NASA: Here's How We'll Get Humans on Mars by 2030s

It involves 3 phases, the first of which is already underway
By Arden Dier,  Newser Staff
Posted Oct 13, 2015 10:19 AM CDT
NASA: Here's How We'll Get Humans on Mars by 2030s
The completed mobile launcher structure that will support NASA's Space Launch System (SLS) at the Kennedy Space Center is seen Aug. 19, 2015, in Cape Canaveral, Fla.   (AP Photo/John Raoux)

NASA doesn't just have a vague vision of putting humans on Mars by the 2030s: It now has a detailed plan to make it happen. In a report released last week, called "NASA's Journey to Mars," the space agency reveals a three-step plan, which includes more research on the International Space Station, reports NBC News. In the first "Earth Reliant" phase already underway, NASA plans to continue to study the effects of living in space for long periods and develop its Space Launch System, which will become the successor to the space shuttle and the agency's most powerful rocket yet, reports Smithsonian. It should eventually be able to carry astronauts and 130 metric tons of cargo toward Mars, together with the Orion capsule, reports Popular Science. NASA will also work on a laser communication system that will allow astronauts to quickly send and receive data from the Red Planet.

In the second phase, called "Proving Ground," NASA says it will test deep-space habitats and conduct experiments around the moon, or in cislunar space. The plan is to send a solar-electric robotic probe to steal a boulder-sized piece of an asteroid and bring it into cislunar orbit. Then NASA hopes to send astronauts to study the sample by 2025, which will force them to work beyond the space station. If that goes well, the third phase, dubbed "Earth Independent," will involve sending astronauts to orbit Mars and maybe land on one of its moons. The next leap would be to land humans on the Red Planet with equipment necessary for a safe return to Earth. "Like the Apollo program, we embark on this journey for all humanity. Unlike Apollo, we will be going to stay," NASA writes. Until a budget and schedule are set, however, the House science committee chair says NASA's plan "is actually a journey to nowhere," per BuzzFeed. (More NASA stories.)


▶ What needs to be done
Copy every line of the data that contains the string "chart".

•••••

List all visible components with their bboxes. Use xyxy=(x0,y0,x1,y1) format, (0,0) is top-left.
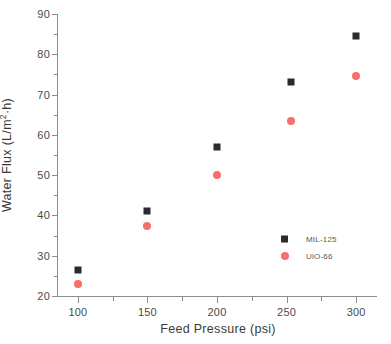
data-point-mil-125 xyxy=(214,143,221,150)
data-point-mil-125 xyxy=(353,33,360,40)
data-point-uio-66 xyxy=(74,280,82,288)
y-tick-label: 40 xyxy=(37,209,50,221)
y-tick-major xyxy=(52,175,58,176)
y-tick-minor xyxy=(54,195,58,196)
y-tick-minor xyxy=(54,236,58,237)
y-tick-minor xyxy=(54,74,58,75)
y-tick-label: 30 xyxy=(37,250,50,262)
data-point-mil-125 xyxy=(74,266,81,273)
y-tick-major xyxy=(52,256,58,257)
y-tick-major xyxy=(52,135,58,136)
x-axis-title: Feed Pressure (psi) xyxy=(160,322,275,336)
data-point-mil-125 xyxy=(287,79,294,86)
y-tick-major xyxy=(52,296,58,297)
y-tick-minor xyxy=(54,34,58,35)
y-axis-title-superscript: 2 xyxy=(0,114,8,119)
x-tick-label: 200 xyxy=(208,306,227,318)
data-point-uio-66 xyxy=(352,72,360,80)
y-tick-label: 80 xyxy=(37,48,50,60)
legend-swatch-circle-icon xyxy=(281,252,289,260)
y-axis-title-post: ·h) xyxy=(0,98,14,114)
data-point-uio-66 xyxy=(287,117,295,125)
legend-label-mil-125: MIL-125 xyxy=(306,234,337,243)
x-tick-major xyxy=(78,297,79,303)
y-tick-major xyxy=(52,14,58,15)
x-tick-minor xyxy=(252,297,253,301)
x-tick-major xyxy=(217,297,218,303)
y-tick-minor xyxy=(54,115,58,116)
y-tick-label: 20 xyxy=(37,290,50,302)
chart-legend: MIL-125 UiO-66 xyxy=(281,230,381,264)
legend-swatch-square-icon xyxy=(281,235,288,242)
x-tick-minor xyxy=(321,297,322,301)
y-tick-label: 50 xyxy=(37,169,50,181)
x-tick-major xyxy=(287,297,288,303)
y-tick-major xyxy=(52,54,58,55)
y-tick-major xyxy=(52,95,58,96)
data-point-mil-125 xyxy=(144,208,151,215)
y-axis-title: Water Flux (L/m2·h) xyxy=(0,98,14,212)
y-tick-minor xyxy=(54,276,58,277)
x-tick-label: 150 xyxy=(138,306,157,318)
scatter-chart-figure: 2030405060708090 100150200250300 Water F… xyxy=(0,0,391,344)
x-tick-major xyxy=(147,297,148,303)
data-point-uio-66 xyxy=(213,171,221,179)
legend-item-uio-66: UiO-66 xyxy=(281,247,381,264)
x-tick-major xyxy=(356,297,357,303)
y-tick-label: 90 xyxy=(37,8,50,20)
y-axis-title-pre: Water Flux (L/m xyxy=(0,119,14,212)
legend-item-mil-125: MIL-125 xyxy=(281,230,381,247)
x-tick-label: 250 xyxy=(277,306,296,318)
x-tick-minor xyxy=(113,297,114,301)
x-tick-minor xyxy=(182,297,183,301)
y-tick-major xyxy=(52,215,58,216)
y-tick-label: 70 xyxy=(37,89,50,101)
y-tick-label: 60 xyxy=(37,129,50,141)
data-point-uio-66 xyxy=(143,222,151,230)
x-tick-label: 300 xyxy=(347,306,366,318)
y-tick-minor xyxy=(54,155,58,156)
legend-label-uio-66: UiO-66 xyxy=(306,251,333,260)
x-tick-label: 100 xyxy=(68,306,87,318)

•••••

▶ Task response
chart-legend: MIL-125 UiO-66 xyxy=(281,230,381,264)
scatter-chart-figure: 2030405060708090 100150200250300 Water F… xyxy=(0,0,391,344)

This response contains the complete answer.